Provenance vs Upstream MLIR

cute is NVIDIA-introduced and has no upstream MLIR equivalent. Upstream MLIR has no dialect that models CUTLASS cuTe layout algebra as first-class IR — the open-source CUTLASS library expresses the same algebra in C++ templates, not in MLIR. Tileiras lifts those templates into an MLIR dialect so passes can inspect, compose, verify, and lower layout values rather than expand them at C++ compile time. Without this dialect the pipeline would have no in-IR carrier for shape/stride/swizzle/atom data between layout assignment and the architecture-specific cute_nvgpu binding step.

Abstract

cute is tileiras's MLIR form of CUTLASS cuTe layout algebra. It encodes shapes, strides, layouts, swizzles, coordinates, tiles, pointer views, copy atoms, and MMA atoms — together with the operations that compose, divide, complement, coalesce, and filter them — and stops short of binding any of it to NVIDIA hardware. That binding is the job of cute_nvgpu. Every later GPU-specific dialect (cute_nvgpu, nvgpu, nvvm) reads layout values produced here.
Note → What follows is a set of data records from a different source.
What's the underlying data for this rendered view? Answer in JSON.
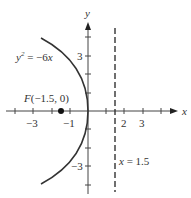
{
  "figure": {
    "type": "parabola-graph",
    "equation_label": "y² = −6x",
    "equation_lhs": "y",
    "equation_exp": "2",
    "equation_rhs": " = −6x",
    "focus": {
      "label": "F(−1.5, 0)",
      "x": -1.5,
      "y": 0
    },
    "directrix": {
      "label": "x = 1.5",
      "x": 1.5
    },
    "axes": {
      "x_label": "x",
      "y_label": "y",
      "x_ticks": [
        -4,
        -3,
        -2,
        -1,
        1,
        2,
        3,
        4
      ],
      "y_ticks": [
        -4,
        -3,
        -2,
        -1,
        1,
        2,
        3,
        4
      ],
      "x_tick_labels": [
        {
          "value": -3,
          "text": "−3"
        },
        {
          "value": -1,
          "text": "−1"
        },
        {
          "value": 2,
          "text": "2"
        },
        {
          "value": 3,
          "text": "3"
        }
      ],
      "y_tick_labels": [
        {
          "value": 3,
          "text": "3"
        },
        {
          "value": -3,
          "text": "−3"
        }
      ]
    },
    "colors": {
      "curve": "#333333",
      "axes": "#444444",
      "text": "#333333"
    }
  }
}
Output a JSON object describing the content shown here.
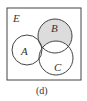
{
  "diagram": {
    "type": "venn",
    "universe_label": "E",
    "sets": [
      {
        "label": "A",
        "cx": 27,
        "cy": 50,
        "r": 15
      },
      {
        "label": "B",
        "cx": 55,
        "cy": 36,
        "r": 17
      },
      {
        "label": "C",
        "cx": 56,
        "cy": 58,
        "r": 17
      }
    ],
    "shaded_region": "B only (B ∩ A' ∩ C')",
    "shade_color": "#dcdcdc",
    "caption": "(d)"
  }
}
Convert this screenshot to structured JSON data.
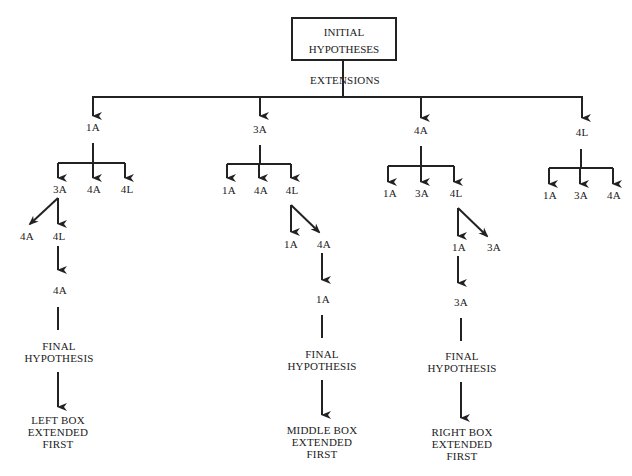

cute is not a code-generation dialect. Its values describe structure: how a logical tile maps to physical coordinates, how coordinates become offsets, how one layout composes with another, how a tiled copy or tiled MMA partitions work across lanes, warps, and memory spaces. That makes it the common language shared by CUTLASS pipeline modeling, TileAS layout assignment, TMA descriptor construction, and MMA lowering.

Role in the Cascade

cuda_tile / nv_tileaa / nv_tileas
    |
    | choose tile shapes, views, and partitioning
    v
cute
    |
    | attach target-specific atoms and SM-tier constraints
    v
cute_nvgpu
    |
    | normalize to nvgpu and nvvm
    v
PTX

cute is a compact typed form of the same algebra that CUTLASS C++ expresses with templates. The templates become values and attributes that passes inspect, compose, verify, and lower.

Core Concepts

ConceptMeaningTypical use
ShapeExtents of a logical tile or nested coordinate tupleDescribes the iteration space of a tile.
StrideOffset step for each coordinate dimensionConverts coordinates into linear offsets.
LayoutShape plus stride, optionally decorated with swizzleMaps logical coordinates to storage locations.
TileA grouped shape/layout fragmentRepresents a fragment moved or computed as a unit.
CoordA point in a shape or tileIndexes layouts, views, and partitioned fragments.
SwizzleBit permutation applied to low address bitsAvoids bank conflicts or matches hardware layout rules.
ViewPointer or memref plus layout metadataDescribes an addressed object without losing its layout.
Tiled copy / MMALayout plus atom-level partitioningFeeds target-specific copy or matrix-multiply lowering.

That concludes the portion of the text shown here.